Address Translation Maps

About improving resilience and reliability with ScyllaDB address translation maps

To get the best out of a Scylla database client, it is best to connect to all the nodes of the database. This is why the ContactPoints parameter for connections is an array. A Compose Scylla address translation map provides the information needed by various drivers to navigate between the internal IP addresses and external DNS names of a Scylla database.

Currently, drivers for Node.js, Java, and Groovy work with address translation maps. Other drivers might require changes to work correctly with Compose's network configuration, such as the Python driver which assumes all connections will use the same port.

Using the Address Translation Map

You can find the Address Translation Map in the Connection info section of your Compose console Overview for Scylla:

1789

An example Address Translation Map.

The address translation map is designed to act as a snippet that you can add to your application or a configuration file. It is made up of an internal private network address and port and an external network address and port. Applications connect to the external network addresses. Here's an example:

{
    "10.0.24.69:9042": "sl-eu-lon-2-portal.3.dblayer.com:15227",
    "10.0.24.71:9042": "sl-eu-lon-2-portal.2.dblayer.com:15229",
    "10.0.24.70:9042": "sl-eu-lon-2-portal.1.dblayer.com:15228"
}

To use this for any driver that supports address translation, an application needs to create an address translator, load the translator with this information and tell the driver to use the translator when connecting to a cluster.

Address translation with NodeJS

To add address map translation support to an application that already uses the cassandra-driver for NodeJS, include the composeaddresstranslator npm package in your NodeJS application. The git repository for this package can be found in the Compose-example repository.

$ npm install composeaddresstranslator --save

In the application code itself, add a requirement for the new package.

var compose = require('composeaddresstranslator');
...

Elsewhere in the code, copy and paste in the address translation map, then create an instance of the composeaddresstranslator and pass the map to the instance.

addresses= {
    "10.0.24.69:9042": "sl-eu-lon-2-portal.3.dblayer.com:15227",
    "10.0.24.71:9042": "sl-eu-lon-2-portal.2.dblayer.com:15229",
    "10.0.24.70:9042": "sl-eu-lon-2-portal.1.dblayer.com:15228"
}

translator=new compose.ComposeAddressTranslator();
 
translator.setMap(addresses);

When it comes to creating the Cassandra client, for the ContactPoints parameter, replace the value with translator.getContactPoints(), which returns an array of the external addresses and ports and removes any need to duplicate connection information in the code. Setting policies. addressResolution to the translator instance ensures it is used by the application.

client = new cassandra.Client({
    contactPoints: translator.getContactPoints(),
    policies: {
        addressResolution: translator
    },
    authProvider: authProvider
});

When a client connects, it will know immediately about all nodes and connection portals available. You do not need to make any other changes.

Address translation with Java

The java-composeaddresstranslator example includes a ComposeAddressTranslator class. Use com.compose.scyllacompose.ComposeAddressTranslator as part of your application's code base and import it into your application.

Java does not have native JSON handling, so the ComposeAddressTranslator parses a JSON string representation of either an object or an array as the source for the map. Java also lacks multiline string support, so embedding the address translation map in code is in-elegant:

String mapstring = "{\n"
      + "   \"10.0.24.69:9042\": \"sl-eu-lon-2-portal.3.dblayer.com:15227\",\n"
      + "   \"10.0.24.71:9042\": \"sl-eu-lon-2-portal.2.dblayer.com:15229\",\n"
      + "   \"10.0.24.70:9042\": \"sl-eu-lon-2-portal.1.dblayer.com:15228\"\n"
      + "}";

ComposeAddressTranslator translator = new ComposeAddressTranslator();
translator.setMap(mapstring);

In production, your application should read the address translation map from a configuration file.

With the translator instance created, the Java API uses Cluster.builder() to create a new cluster for connections. Like the Node.js translator, the Java translator also provides a list of hosts, which can be used with .addContactPointsWithPorts(). To ensure the address translator is being used the .withAddressTranslator() function should also be used to pass the translator instance to the cluster. The code for this is as follows:

cluster = Cluster.builder()
                    .addContactPointsWithPorts(translator.getContactPoints())
                    .withAddressTranslator(translator)
                    .withCredentials("scylla", "PASSWORD")
                    .build();

    Session session = cluster.connect();

The application can then continue to make calls on the cluster and session objects.

Address translation with Groovy

As a JVM-based and Java-compatible language, Groovy can use the Java ComposeAddressTranslator class detailed in the previous section. A full example is included in the Groovy connection repository.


■ **What you should do**
Go line by line through the data and copy those with the word "radiação".

■ **Material provided**

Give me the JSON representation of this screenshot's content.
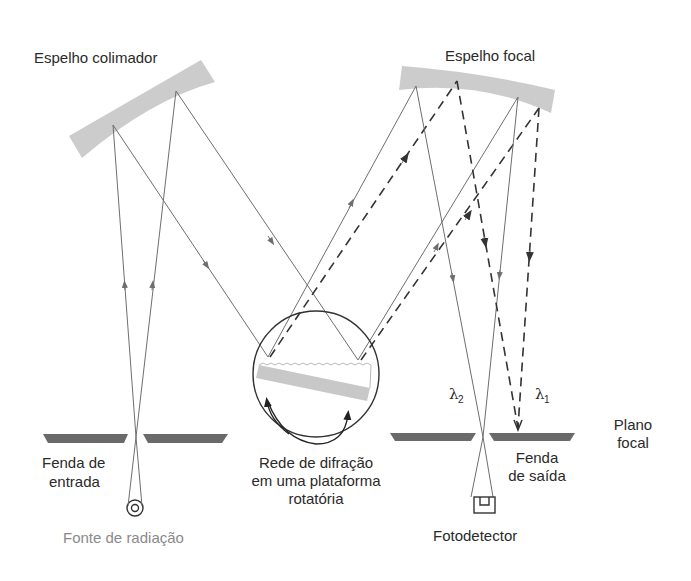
{
  "diagram": {
    "labels": {
      "collimating_mirror": "Espelho colimador",
      "focal_mirror": "Espelho focal",
      "entrance_slit_line1": "Fenda de",
      "entrance_slit_line2": "entrada",
      "source": "Fonte de radiação",
      "grating_line1": "Rede de difração",
      "grating_line2": "em uma plataforma",
      "grating_line3": "rotatória",
      "exit_slit_line1": "Fenda",
      "exit_slit_line2": "de saída",
      "detector": "Fotodetector",
      "focal_plane_line1": "Plano",
      "focal_plane_line2": "focal",
      "lambda2": "λ",
      "lambda2_sub": "2",
      "lambda1": "λ",
      "lambda1_sub": "1"
    },
    "components": [
      {
        "id": "source",
        "label": "Fonte de radiação"
      },
      {
        "id": "entrance_slit",
        "label": "Fenda de entrada"
      },
      {
        "id": "collimating_mirror",
        "label": "Espelho colimador"
      },
      {
        "id": "diffraction_grating",
        "label": "Rede de difração em uma plataforma rotatória"
      },
      {
        "id": "focal_mirror",
        "label": "Espelho focal"
      },
      {
        "id": "exit_slit",
        "label": "Fenda de saída"
      },
      {
        "id": "photodetector",
        "label": "Fotodetector"
      }
    ],
    "legend": {
      "solid_ray": "λ2",
      "dashed_ray": "λ1"
    },
    "colors": {
      "mirror": "#cccccc",
      "slit": "#6a6a6a",
      "ray_solid": "#6e6e6e",
      "ray_dashed": "#333333",
      "source_label": "#8a8a8a"
    }
  }
}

■ **Exercise response**
      "source": "Fonte de radiação",
        "label": "Fonte de radiação"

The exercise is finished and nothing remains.